In his well-known 2006 volume, Biocapital, Kaushik Sundar Rajan shows how the tension of biocapital (i.e. the idea that ‘the life sciences represent a new face, and a new phase, of capitalism’) and the forward-looking statements through which commercial investments in the life sciences makes themselves known, mirrors ‘the tension between the “lie” of corporate PR and the “truth” of science. The truth of capitalist venture science, says Rajan, is that the truth is always ‘already under erasure’ – venture science works through a specific mode of struck-through truth, truth which is not a lie, and also not an error, but which exists rather in a zone of incalculability. To understand the truth of personalized genomics, Rajan points out, we need to understand not whether those truths happen to be right or wrong (whether, we might say, they represent ‘truth’ or ‘post-truth’); rather we need to understand the ‘technical and institutional assemblages’ in which those truths are constituted.

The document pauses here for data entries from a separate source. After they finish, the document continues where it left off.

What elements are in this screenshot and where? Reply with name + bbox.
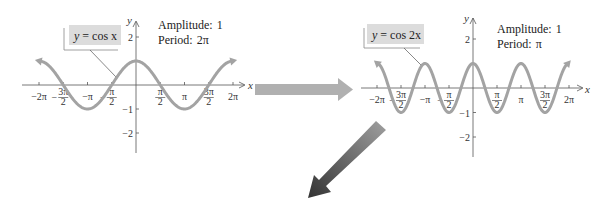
- svg-text:−π: −π: [420, 94, 431, 105]
- transform-arrow-down-left: [308, 121, 386, 198]
- x-axis-label: x: [584, 83, 590, 95]
- leader-line: [404, 48, 422, 66]
- graph-cos-2x: y= cos 2x x y −2π−3π2−π−π2π2π3π22π 2−1−2…: [361, 12, 590, 157]
- period-text: Period:2π: [158, 33, 209, 47]
- arrow-down-left-icon: [308, 121, 386, 198]
- svg-text:−2π: −2π: [31, 91, 47, 102]
- arrow-right-icon: [338, 78, 353, 101]
- y-axis-label: y: [126, 14, 132, 26]
- svg-text:2: 2: [447, 99, 452, 110]
- x-axis-label: x: [247, 79, 253, 91]
- svg-text:2: 2: [495, 99, 500, 110]
- period-text: Period:π: [497, 37, 542, 51]
- curve-arrowhead-icon: [230, 58, 238, 66]
- svg-text:2: 2: [399, 99, 404, 110]
- svg-text:−2π: −2π: [369, 94, 385, 105]
- svg-text:2π: 2π: [228, 91, 238, 102]
- svg-text:π: π: [182, 91, 187, 102]
- y-axis-label: y: [463, 12, 469, 24]
- transform-arrow-right: [255, 78, 353, 101]
- svg-text:−1: −1: [122, 104, 133, 115]
- diagram-canvas: y= cos x x y −2π−3π2−π−π2π2π3π22π 2−1−2 …: [0, 0, 599, 209]
- svg-text:−1: −1: [459, 108, 470, 119]
- amplitude-text: Amplitude:1: [497, 22, 562, 36]
- svg-text:2: 2: [128, 32, 133, 43]
- svg-text:2π: 2π: [564, 94, 574, 105]
- curve-arrowhead-icon: [35, 58, 43, 66]
- x-ticks: −2π−3π2−π−π2π2π3π22π: [369, 85, 574, 110]
- svg-text:2: 2: [61, 96, 66, 107]
- svg-text:−2: −2: [459, 132, 470, 143]
- y-ticks: 2−1−2: [122, 32, 139, 139]
- svg-text:π: π: [518, 94, 523, 105]
- svg-text:2: 2: [543, 99, 548, 110]
- graph-cos-x: y= cos x x y −2π−3π2−π−π2π2π3π22π 2−1−2 …: [22, 14, 253, 153]
- svg-text:−2: −2: [122, 128, 133, 139]
- amplitude-text: Amplitude:1: [158, 18, 223, 32]
- svg-text:2: 2: [158, 96, 163, 107]
- svg-text:−π: −π: [82, 91, 93, 102]
- leader-line: [90, 50, 116, 77]
- svg-text:2: 2: [465, 34, 470, 45]
- svg-text:2: 2: [206, 96, 211, 107]
- svg-text:−: −: [51, 92, 57, 103]
- svg-text:2: 2: [109, 96, 114, 107]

It seems to me that this struck-through truth of biocapital, the truth of capitalized bioscience held to be always-already-under erasure, the truth which is not just embedded in a regime of incalculability but is predicated on that regime – that this truth offers us a much more potent avenue for understanding the present than that forlorn object of liberal and journalistic concern, ‘post-truth.’ It reminds us, contra Steve Fuller, that it is not STS (or ‘postmodernism’) that leads the way in the mutability of truth and post-truth – rather, in this zone of generative ambiguity, it is the contemporary life sciences that constitute their own futures, including the landscapes of veridiction in which those futures are made. This is the sense in which, I argue, the politics of post-truth is, always already a biopolitics. It is also the sense in which I insist that the intellectual tools of STS and the sociology of science have to become central to diagnosing the present.

Further Reading:
Desmond-Hellman, S. 2017. In a World Ruled by Rumours, it is Vital that Scientists Speak with Humility and Clarity. The Guardian.
McGoey, L. 2016. No Such Thing as a Free Gift: The Gates Foundation and The Price of Philanthropy. London: Verso.
Williams, R. and Hinterberger, A. 2016. Arguing with Justice: Brexit and Biomedicine. Somatosphere.
Fuller, S. 2017. Is STS All Talk and No Walk? EASST Review 36(2).

 

Des Fitzgerald is Lecturer in Sociology in the School of Social Sciences at Cardiff University.